Keep children out of politics
Vulnerable must take priority
THIS NEWSPAPER accepts – and appreciates – the challenges and daily difficulties that Ministers face over Covid- 19. Little could have prepared them for a global pandemic with such profound political, economic and social consequences.
Yet, too often, there’s a tendency for Ministers to react to events with hindsight rather than take a proactive approach underpinned by foresight, and the care of vulnerable youngsters, highlighted by Anne Longfield, the outgoing Otley- born Children’s Commissioner, is a case in point. Her evidence to Parliament’s cross- party Education Committee, and non- partisan stance taken by participating MPs, was an example of how party politics should not be distracting Ministers from their primary purpose – the care of children.

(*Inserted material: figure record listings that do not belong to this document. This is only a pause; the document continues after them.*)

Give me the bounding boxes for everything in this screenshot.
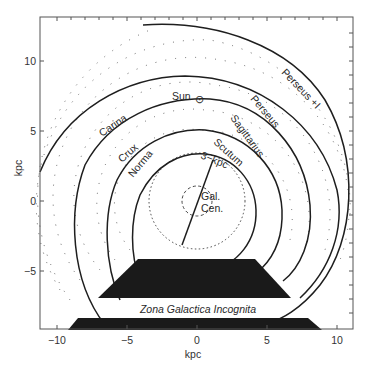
galaxy-map: −10 −5 0 5 10 10 5 0 −5 kpc kpc Perseus … xyxy=(0,0,369,370)
sun-symbol-icon: ⊙ xyxy=(195,93,204,105)
x-tick-label: −10 xyxy=(48,334,66,346)
y-tick-label: 10 xyxy=(24,55,36,67)
y-tick-label: 5 xyxy=(30,125,36,137)
label-sun: Sun xyxy=(172,90,191,102)
zone-lower-block xyxy=(68,318,322,330)
y-axis-label: kpc xyxy=(12,160,24,176)
label-carina: Carina xyxy=(96,111,128,138)
x-axis-label: kpc xyxy=(185,348,201,360)
x-tick-label: 5 xyxy=(264,334,270,346)
x-tick-label: 0 xyxy=(194,334,200,346)
label-cen: Cen. xyxy=(201,202,223,214)
x-tick-label: 10 xyxy=(331,334,343,346)
3kpc-dotted-ring xyxy=(149,153,245,249)
x-tick-label: −5 xyxy=(121,334,133,346)
zone-upper-block xyxy=(98,259,291,298)
label-zona-galactica-incognita: Zona Galactica Incognita xyxy=(139,303,256,315)
y-tick-label: 0 xyxy=(30,195,36,207)
label-gal: Gal. xyxy=(201,190,220,202)
y-tick-label: −5 xyxy=(24,265,36,277)
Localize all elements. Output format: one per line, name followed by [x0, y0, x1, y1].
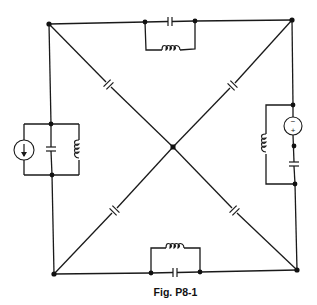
right-branch: − + [262, 105, 303, 184]
capacitor-icon [168, 17, 172, 26]
node-right-branch-bottom [293, 182, 298, 187]
node-right-branch-top [291, 103, 296, 108]
node-bottom-left [51, 271, 56, 276]
inductor-icon [162, 46, 180, 51]
capacitor-icon [289, 162, 299, 166]
bottom-branch [151, 244, 200, 278]
voltage-source-icon: − + [284, 117, 302, 135]
plus-sign: + [291, 126, 296, 135]
diagonal-bottom-left [54, 147, 173, 274]
inductor-icon [262, 134, 267, 152]
node-bottom-branch-right [198, 270, 203, 275]
capacitor-icon [173, 268, 177, 277]
diagonal-top-left [49, 24, 173, 147]
inductor-icon [166, 244, 184, 249]
diagonal-bottom-right [173, 147, 297, 270]
left-branch [14, 124, 79, 175]
node-bottom-branch-left [149, 271, 154, 276]
node-center [171, 145, 176, 150]
node-right-branch-mid [292, 144, 297, 149]
minus-sign: − [291, 117, 296, 126]
figure-caption: Fig. P8-1 [0, 286, 317, 298]
node-top-branch-left [143, 20, 148, 25]
node-top-branch-right [193, 19, 198, 24]
node-left-branch-bottom [50, 173, 55, 178]
current-source-icon [14, 140, 34, 160]
node-left-branch-top [49, 122, 54, 127]
inductor-icon [75, 140, 80, 158]
node-bottom-right [294, 267, 299, 272]
diagonal-top-right [173, 20, 292, 147]
node-top-left [46, 21, 51, 26]
top-branch [145, 17, 195, 50]
node-top-right [289, 17, 294, 22]
circuit-diagram: − + [0, 0, 317, 305]
capacitor-icon [46, 147, 56, 151]
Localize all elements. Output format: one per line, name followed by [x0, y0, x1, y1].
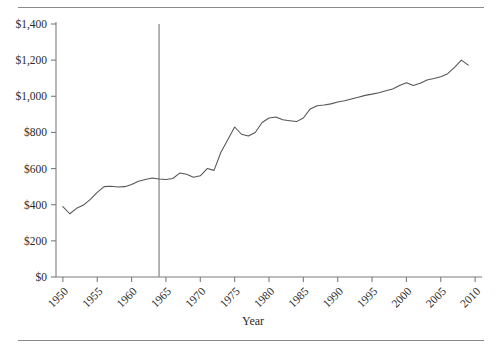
- x-tick-label: 1985: [286, 285, 311, 310]
- x-axis-title: Year: [242, 314, 264, 328]
- y-tick-label: $600: [24, 163, 47, 175]
- x-axis-labels: 1950195519601965197019751980198519901995…: [46, 285, 483, 310]
- y-tick-label: $1,400: [15, 18, 47, 31]
- x-tick-label: 1965: [149, 285, 174, 310]
- y-axis-ticks: [51, 24, 56, 277]
- x-tick-label: 1990: [320, 285, 345, 310]
- y-tick-label: $800: [24, 126, 47, 138]
- x-tick-label: 1960: [114, 285, 139, 310]
- y-tick-label: $1,200: [15, 54, 47, 67]
- x-tick-label: 1975: [217, 285, 242, 310]
- x-tick-label: 1970: [183, 285, 208, 310]
- x-tick-label: 2005: [423, 285, 448, 310]
- x-tick-label: 1995: [355, 285, 380, 310]
- data-series-line: [63, 60, 468, 214]
- x-tick-label: 1980: [252, 285, 277, 310]
- figure-container: $0$200$400$600$800$1,000$1,200$1,400 195…: [0, 0, 498, 352]
- y-tick-label: $1,000: [15, 90, 47, 103]
- x-axis-ticks: [63, 277, 475, 282]
- y-tick-label: $200: [24, 235, 47, 247]
- x-tick-label: 1950: [46, 285, 71, 310]
- y-axis-labels: $0$200$400$600$800$1,000$1,200$1,400: [15, 18, 47, 283]
- y-tick-label: $0: [36, 271, 48, 283]
- x-tick-label: 1955: [80, 285, 105, 310]
- y-tick-label: $400: [24, 199, 47, 211]
- x-tick-label: 2010: [458, 285, 483, 310]
- x-tick-label: 2000: [389, 285, 414, 310]
- line-chart: $0$200$400$600$800$1,000$1,200$1,400 195…: [0, 0, 498, 352]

This was clear when Ms Longfield warned far more needs to be done to help pupils catch- up with their studies and that the Government needs to be taking steps now to empower schools to help, and support, those families facing poverty as a result of losing their jobs.
This social crisis, she says, is likely to last far longer than the dreaded virus and explains her call for a new generation of youth workers to be set up, and based in schools, to ensure no child, however vulnerable, is forgotten – or allowed to fall through the policy cracks – because of the failure of Whitehall whims, the latest being Boris Johnson’s advocacy for onetoone tuition, to cover all eventualities.
Time will tell whether the Government embraces her call for a Cabinet- level Children’s Secretary to champion the care agenda while the Education Secretary, currently Gavin Williamson, focuses on school standards. But it is another warning, following footballer Marcus Rashford’s own intervention over free school meals, that the future of children is too important, even more so now, to be left to politics.